“The successful negotiation of holes is dependent on maintaining a healthy respect for what cannot be seen.” – Pope. L
Over winter in London, like many, I’ve found myself preoccupied by thoughts of elsewhere. I found solace in Alia Farid’s beautiful Chisenhale Gallery commission “Elsewhere,” curated by my colleague Olivia Aherne, and in conversations that erupted around it. This new body of work focused on transregional solidarity between Puerto Rico and Palestine via sixteen exquisitely woven textiles made in collaboration with weavers in Samawa, Iraq. Each intricate tapestry forms part of a growing material archive initiated by Farid in 2013 that traces how architectural styles, symbols, rituals, and other social devices coalesce across continents and express shared struggles.
Farid and I, with my colleagues Rachel Be-Yun Wang and Oscar Abdulla, developed a series of events alongside the exhibition, inviting others, including scholar Maru Pabón, curator Odessa Warren and artist Joe Namy to reflect on Farid’s work. On February 1, in the show’s final week, Namy hosted a sold-out listening session at the gallery, inviting Nihal El Aasar, Christina Hazboun, and Sasha Shadid to contribute. We spent an evening with forty fellow attendees, listening to and discussing tracks, including the anthem of C.D Palestino, the Chilean football club founded by Chile’s Palestinian community members, soundscapes from Gaza and Bethlehem, and Palestinian wedding songs. It was a night inflected with joy, grief, and deep solidarity.
Elsewhere in the city, brightening January, was “Premiums,” an interim presentation of artists’ work from the Royal Academy’s post-graduate program. The week-long presentation shared new and recent work by Suleman Aqeel Khilji, Bishwadhan Rai, Alex Margo Arden, Rosa Klerkx, and Esther Gamsu. A highlight was the quiet authority of Bishwadhan Rai’s sculptures. A collection of delicate objects permeated boxy constructions: stacks of egg crates topped with fragile, hollowed-out wax eggs and adorned with small, pink artificial flowers.

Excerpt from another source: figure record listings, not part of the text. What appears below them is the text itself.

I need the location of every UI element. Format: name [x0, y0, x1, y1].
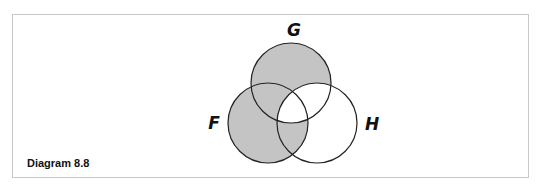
label-h: H [365, 114, 379, 134]
diagram-caption: Diagram 8.8 [27, 157, 89, 169]
label-g: G [287, 20, 301, 40]
label-f: F [208, 113, 220, 133]
shaded-area [228, 43, 357, 163]
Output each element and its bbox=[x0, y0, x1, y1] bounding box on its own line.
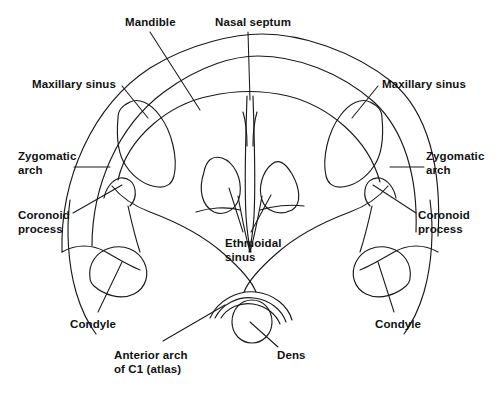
label-condyle-right: Condyle bbox=[375, 318, 421, 332]
right-sinus-pocket bbox=[325, 101, 383, 188]
right-inner-ramus bbox=[360, 206, 372, 252]
septum-line-1 bbox=[245, 96, 251, 252]
leader-coronoid-process-left bbox=[73, 185, 122, 213]
leader-mandible bbox=[150, 32, 200, 110]
septum-line-2 bbox=[249, 96, 255, 252]
label-ethmoidal-sinus: Ethmoidal sinus bbox=[225, 237, 282, 264]
nasal-floor-right bbox=[260, 205, 304, 210]
leader-condyle-left bbox=[98, 262, 122, 312]
c1-arch-mid bbox=[215, 298, 286, 322]
left-condyle bbox=[90, 247, 147, 297]
leader-condyle-right bbox=[378, 262, 394, 312]
label-mandible: Mandible bbox=[125, 16, 176, 30]
right-condyle bbox=[353, 247, 410, 297]
leader-anterior-arch-c1 bbox=[163, 305, 225, 341]
label-zygomatic-arch-left: Zygomatic arch bbox=[18, 150, 76, 177]
label-coronoid-process-right: Coronoid process bbox=[418, 209, 470, 236]
label-dens: Dens bbox=[277, 349, 306, 363]
label-nasal-septum: Nasal septum bbox=[215, 16, 291, 30]
anatomy-diagram: MandibleNasal septumMaxillary sinusMaxil… bbox=[0, 0, 498, 394]
left-inner-ramus bbox=[128, 206, 140, 252]
leader-coronoid-process-right bbox=[373, 185, 416, 213]
label-zygomatic-arch-right: Zygomatic arch bbox=[426, 150, 484, 177]
skullbase-left bbox=[62, 246, 140, 270]
leader-nasal-septum bbox=[248, 32, 250, 100]
skullbase-right bbox=[360, 246, 438, 270]
label-anterior-arch-c1: Anterior arch of C1 (atlas) bbox=[114, 349, 188, 376]
nasal-floor-left bbox=[196, 208, 240, 212]
maxilla-arch bbox=[118, 92, 380, 183]
label-condyle-left: Condyle bbox=[70, 318, 116, 332]
label-maxillary-sinus-left: Maxillary sinus bbox=[32, 78, 116, 92]
left-lateral-wall bbox=[68, 200, 96, 334]
skull-cross-section-svg bbox=[0, 0, 498, 394]
label-maxillary-sinus-right: Maxillary sinus bbox=[382, 78, 466, 92]
label-coronoid-process-left: Coronoid process bbox=[18, 209, 70, 236]
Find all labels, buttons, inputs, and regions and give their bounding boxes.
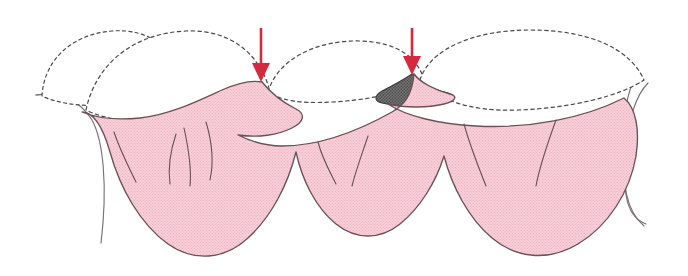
illustration-canvas	[0, 0, 688, 276]
dental-illustration-figure: Interdental black triangle defects at gi…	[0, 0, 688, 276]
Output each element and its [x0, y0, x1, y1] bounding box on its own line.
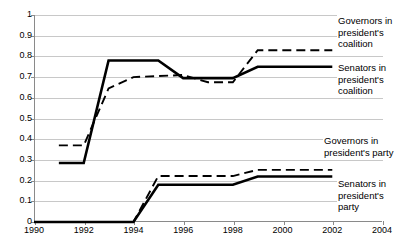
y-axis-label: 0.1: [2, 196, 32, 205]
annotation-governors-party: Governors in president's party: [323, 135, 417, 158]
chart-container: Governors in president's coalition Senat…: [0, 0, 417, 246]
y-axis-label: 0.6: [2, 93, 32, 102]
x-axis-label: 1998: [213, 226, 253, 235]
y-axis-label: 0.3: [2, 155, 32, 164]
y-axis-label: 1: [2, 10, 32, 19]
y-axis-label: 0.9: [2, 31, 32, 40]
series-line-senators-coalition: [59, 61, 332, 163]
x-axis-label: 1994: [113, 226, 153, 235]
annotation-senators-party: Senators in president's party: [337, 178, 417, 213]
y-axis-label: 0.5: [2, 114, 32, 123]
annotation-governors-coalition: Governors in president's coalition: [337, 15, 417, 50]
x-axis-label: 2004: [362, 226, 402, 235]
x-axis-label: 1990: [14, 226, 54, 235]
series-line-senators-party: [34, 176, 332, 222]
y-axis-label: 0.4: [2, 134, 32, 143]
y-axis-label: 0.7: [2, 72, 32, 81]
y-axis-label: 0.2: [2, 176, 32, 185]
series-layer: [34, 15, 382, 222]
x-axis-label: 1992: [64, 226, 104, 235]
x-axis-label: 2002: [312, 226, 352, 235]
x-axis-label: 1996: [163, 226, 203, 235]
y-axis-label: 0.8: [2, 51, 32, 60]
annotation-senators-coalition: Senators in president's coalition: [337, 62, 417, 97]
x-axis-label: 2000: [263, 226, 303, 235]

Condo London (2024) also made its post-pandemic return to London at the start of the year. This month-long, typically annual, event sees galleries across the capital invite international peers into their spaces. The initiative encourages smaller galleries to pool resources and create a more sustainable environment supporting artistic risk-taking and experimentation. Along the Condo route, I dropped into Ginny on Frederick (who moved into a bigger space a stone’s throw from their characterful sandwich shop space at the end of last year.) I chatted with gallerist Freddie Powell, who is hosting LOMEX, New York. We discussed the rapid professionalization required of young galleries in the city and lamented the decline of the “project space.” What new models might enable small, non-profit spaces to thrive in the problematic funding landscape of Tory Britain? I visited one answer to that question in the shape of Terminal Projects the following day. They occupy a huge billboard on the edge of a business park in Greenwich, South London, and a new work by Aurelia Guo had been unveiled the night before. I enjoyed encountering Guo’s words in a new context and on a vastly different scale, having previously read her brilliant book World of Interiors (2021), a collection of essays and text fragments that explore the question and cost of survival.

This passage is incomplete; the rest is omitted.